You might be sitting there, all but halfway through the 2024-25 NBA season, content and secure in your knowledge that no more uniform nonsense could happen until the next batch of design crimes uhhh City Editions leak over the summer.

SIKE

The Heat called your bluff and brought back the white Vice uniform midseason in a move that no one saw coming.1 Even stranger, they’re replacing the Association Edition — their core white set — with the Vice uni for the rest of the season. They’re going to wear this thing twenty (20) times. T W E N T Y! Across just 43 games!

NBA Uniform Bullshit™ is not new. We all, despite our best efforts, remember the sleeves. But since Nike took over the NBA apparel deal from Adidas in 2017-18, it has gotten absolutely out of hand. Just look at the state of things on the NBA’s LockerVision website, specifically the bottom row of tiles:

To make sure we’re all clear and holding hands, that page shows the NBA now recognizing seven categories of uniform:

  • Association Edition (home white)2

  • Icon Edition (road color)

  • Statement Edition (alt. color)

  • City Edition (who knows)

  • Classic Edition (throwback)

  • Statement 2 Edition (just… one Utah Jazz uniform?)

  • Vice City Edition

When you find yourself adding not one but two categories for individual uniforms in a league with 30 teams, that’s when you know You Fucked Up.

What’s especially frustrating about all of this is the Heat really have something great with this Vice uniform and the other colorways that followed it. Check out at the photoshoot the Heat did for this relaunch:

The lighting, the glass block backboard, the white basketballs, that grid paper pedestal, it all just hits. Even fan concepts with the Vice wordmark applied to standard color uniforms hit! So why, when you got a good thing going, are you rolling this out on a random Friday in January? And why are you replacing the fundamental uniform in the sport of basketball, home whites?

Miami’s Vice uniforms are maybe the best thing to come out of the near-decade of Nike/NBA uniform partnership. They should be a measuring stick for what every other team is doing with their uniforms, not trotted out as a distraction in a season defined by another Jimmy Butler mutiny.

I don’t have a clear takeaway from this move by the Heat. I don’t really know what it says about The State of Basketball or where uniform design and assortments go from here. I do know, though, that the NBA, its 30 teams, and Nike are more confused than ever about what this is all supposed to be. It’s time the many millions of dollars involved in this process start being put toward some answers.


# Directions for this task
For the data below, please report each line where the word "value" is found.

━━━━━ Source data

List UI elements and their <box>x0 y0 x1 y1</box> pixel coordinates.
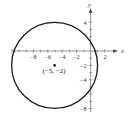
y-tick-label: −4 <box>80 77 86 83</box>
coordinate-plot: −8 −6 −4 −2 2 x 4 −2 −4 −8 y <box>0 0 129 119</box>
y-tick-label: −8 <box>80 106 86 112</box>
y-axis: 4 −2 −4 −8 y <box>80 1 92 112</box>
x-tick-label: −2 <box>73 54 79 60</box>
x-axis: −8 −6 −4 −2 2 x <box>12 47 124 60</box>
x-tick-label: 2 <box>104 54 107 60</box>
x-axis-arrow-icon <box>113 49 118 53</box>
x-tick-label: −8 <box>30 54 36 60</box>
x-axis-label: x <box>120 47 124 54</box>
y-tick-label: −2 <box>80 63 86 69</box>
x-tick-label: −4 <box>59 54 65 60</box>
y-axis-arrow-icon <box>89 8 93 13</box>
y-tick-label: 4 <box>84 20 87 26</box>
center-point-label: (−5, −2) <box>42 67 66 75</box>
x-tick-label: −6 <box>45 54 51 60</box>
y-axis-label: y <box>87 1 91 8</box>
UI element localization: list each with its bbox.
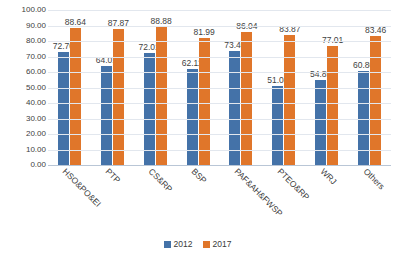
bar-2017-PTEO&RP[interactable]: 83.87 <box>284 35 295 165</box>
gridline <box>48 26 391 27</box>
bar-2017-PTP[interactable]: 87.87 <box>113 29 124 165</box>
legend-item-2017[interactable]: 2017 <box>203 240 232 249</box>
x-axis-category-slot: PTEO&RP <box>262 167 305 227</box>
y-axis-tick-label: 60.00 <box>26 68 46 76</box>
bar-2012-HSO&PO&EI[interactable]: 72.70 <box>58 52 69 165</box>
legend-swatch-icon <box>203 241 210 248</box>
x-axis-label-PTP: PTP <box>104 167 122 185</box>
gridline <box>48 72 391 73</box>
chart-legend: 20122017 <box>0 240 395 249</box>
x-axis-category-slot: Others <box>348 167 391 227</box>
x-axis-category-slot: BSP <box>177 167 220 227</box>
x-axis-label-Others: Others <box>361 167 385 191</box>
y-axis-tick-label: 0.00 <box>30 161 46 169</box>
gridline <box>48 88 391 89</box>
bar-chart: 100.0090.0080.0070.0060.0050.0040.0030.0… <box>0 0 395 257</box>
y-axis-tick-label: 40.00 <box>26 99 46 107</box>
plot-area: 72.7088.6464.0187.8772.0188.8862.1181.99… <box>48 10 391 166</box>
x-axis-label-BSP: BSP <box>190 167 208 185</box>
gridline <box>48 10 391 11</box>
gridline <box>48 150 391 151</box>
x-axis-category-slot: PTP <box>91 167 134 227</box>
x-axis-category-slot: HSO&PO&EI <box>48 167 91 227</box>
gridline <box>48 57 391 58</box>
x-axis-category-slot: PAF&AH&FWSP <box>220 167 263 227</box>
x-axis-category-labels: HSO&PO&EIPTPCS&RPBSPPAF&AH&FWSPPTEO&RPWR… <box>48 167 391 227</box>
y-axis-tick-label: 10.00 <box>26 146 46 154</box>
bar-2017-Others[interactable]: 83.46 <box>370 36 381 165</box>
bar-2017-WRJ[interactable]: 77.01 <box>327 46 338 165</box>
x-axis-category-slot: WRJ <box>305 167 348 227</box>
x-axis-label-CS&RP: CS&RP <box>147 167 174 194</box>
x-axis-category-slot: CS&RP <box>134 167 177 227</box>
legend-swatch-icon <box>164 241 171 248</box>
bar-2012-PAF&AH&FWSP[interactable]: 73.40 <box>229 51 240 165</box>
gridline <box>48 103 391 104</box>
bar-2012-BSP[interactable]: 62.11 <box>187 69 198 165</box>
y-axis: 100.0090.0080.0070.0060.0050.0040.0030.0… <box>8 10 46 165</box>
gridline <box>48 134 391 135</box>
bar-2017-CS&RP[interactable]: 88.88 <box>156 27 167 165</box>
bar-value-label: 81.99 <box>193 28 214 37</box>
bar-2012-PTEO&RP[interactable]: 51.08 <box>272 86 283 165</box>
y-axis-tick-label: 90.00 <box>26 22 46 30</box>
y-axis-tick-label: 30.00 <box>26 115 46 123</box>
bar-value-label: 83.46 <box>365 26 386 35</box>
y-axis-tick-label: 20.00 <box>26 130 46 138</box>
y-axis-tick-label: 100.00 <box>22 6 46 14</box>
gridline <box>48 119 391 120</box>
bar-2012-WRJ[interactable]: 54.85 <box>315 80 326 165</box>
legend-label: 2012 <box>174 240 193 249</box>
gridline <box>48 41 391 42</box>
y-axis-tick-label: 70.00 <box>26 53 46 61</box>
y-axis-tick-label: 50.00 <box>26 84 46 92</box>
legend-label: 2017 <box>213 240 232 249</box>
bar-2017-HSO&PO&EI[interactable]: 88.64 <box>70 28 81 165</box>
chart-plot-wrapper: 100.0090.0080.0070.0060.0050.0040.0030.0… <box>0 0 395 257</box>
y-axis-tick-label: 80.00 <box>26 37 46 45</box>
legend-item-2012[interactable]: 2012 <box>164 240 193 249</box>
bar-2017-PAF&AH&FWSP[interactable]: 86.04 <box>241 32 252 165</box>
bar-2012-CS&RP[interactable]: 72.01 <box>144 53 155 165</box>
x-axis-label-WRJ: WRJ <box>318 167 337 186</box>
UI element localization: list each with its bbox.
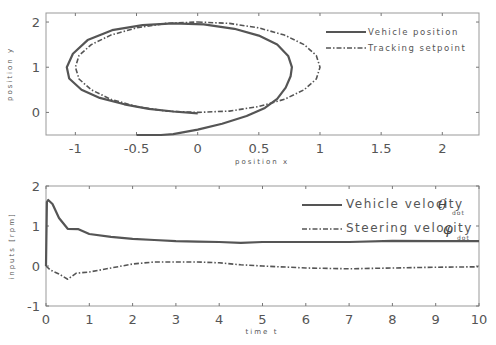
x-tick-label: -1 <box>69 141 82 156</box>
x-tick-label: 5 <box>258 312 266 327</box>
series-line-dashdot <box>75 22 320 112</box>
y-tick-label: -1 <box>27 299 40 314</box>
phi-symbol: φ <box>443 221 453 237</box>
y-tick-label: 0 <box>32 105 40 120</box>
y-tick-label: 1 <box>32 60 40 75</box>
theta-subscript: dot <box>452 209 465 216</box>
x-tick-label: 8 <box>388 312 396 327</box>
x-tick-label: 2 <box>438 141 446 156</box>
legend-label-vehicle-position: Vehicle position <box>368 27 459 37</box>
series-lines <box>67 22 320 135</box>
series-line-dashdot <box>46 262 479 279</box>
y-axis-label: position y <box>6 47 14 101</box>
x-tick-label: -0.5 <box>124 141 149 156</box>
plot-inputs: 012345678910 -1012 time t inputs [rpm] V… <box>8 179 487 336</box>
x-tick-label: 7 <box>345 312 353 327</box>
x-tick-label: 3 <box>172 312 180 327</box>
x-tick-label: 1.5 <box>371 141 392 156</box>
x-tick-label: 4 <box>215 312 223 327</box>
theta-symbol: θ <box>438 197 447 213</box>
y-tick-label: 2 <box>32 179 40 194</box>
y-tick-label: 2 <box>32 15 40 30</box>
x-tick-label: 2 <box>128 312 136 327</box>
legend: Vehicle velocity θ dot Steering velocity… <box>302 197 473 241</box>
x-tick-label: 0.5 <box>248 141 269 156</box>
plot-position: -1-0.500.511.52 012 position x position … <box>6 13 479 166</box>
phi-subscript: dot <box>457 234 470 241</box>
x-tick-label: 10 <box>471 312 488 327</box>
y-tick-label: 1 <box>32 219 40 234</box>
x-tick-label: 0 <box>42 312 50 327</box>
x-axis-label: time t <box>246 328 279 336</box>
y-axis-label: inputs [rpm] <box>8 212 16 279</box>
x-tick-label: 1 <box>316 141 324 156</box>
legend: Vehicle position Tracking setpoint <box>326 27 466 53</box>
x-tick-label: 0 <box>194 141 202 156</box>
legend-label-steering-velocity: Steering velocity <box>346 221 473 235</box>
x-tick-label: 1 <box>85 312 93 327</box>
y-tick-label: 0 <box>32 259 40 274</box>
x-tick-label: 6 <box>302 312 310 327</box>
x-tick-label: 9 <box>432 312 440 327</box>
figure: -1-0.500.511.52 012 position x position … <box>0 0 496 345</box>
legend-label-tracking-setpoint: Tracking setpoint <box>367 43 466 53</box>
x-axis-label: position x <box>235 158 289 166</box>
series-lines <box>46 200 479 279</box>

━━━━━━━━━━

# Result of the exercise
bar-value-label: 81.99 <box>193 28 214 37</box>
bar-value-label: 83.46 <box>365 26 386 35</box>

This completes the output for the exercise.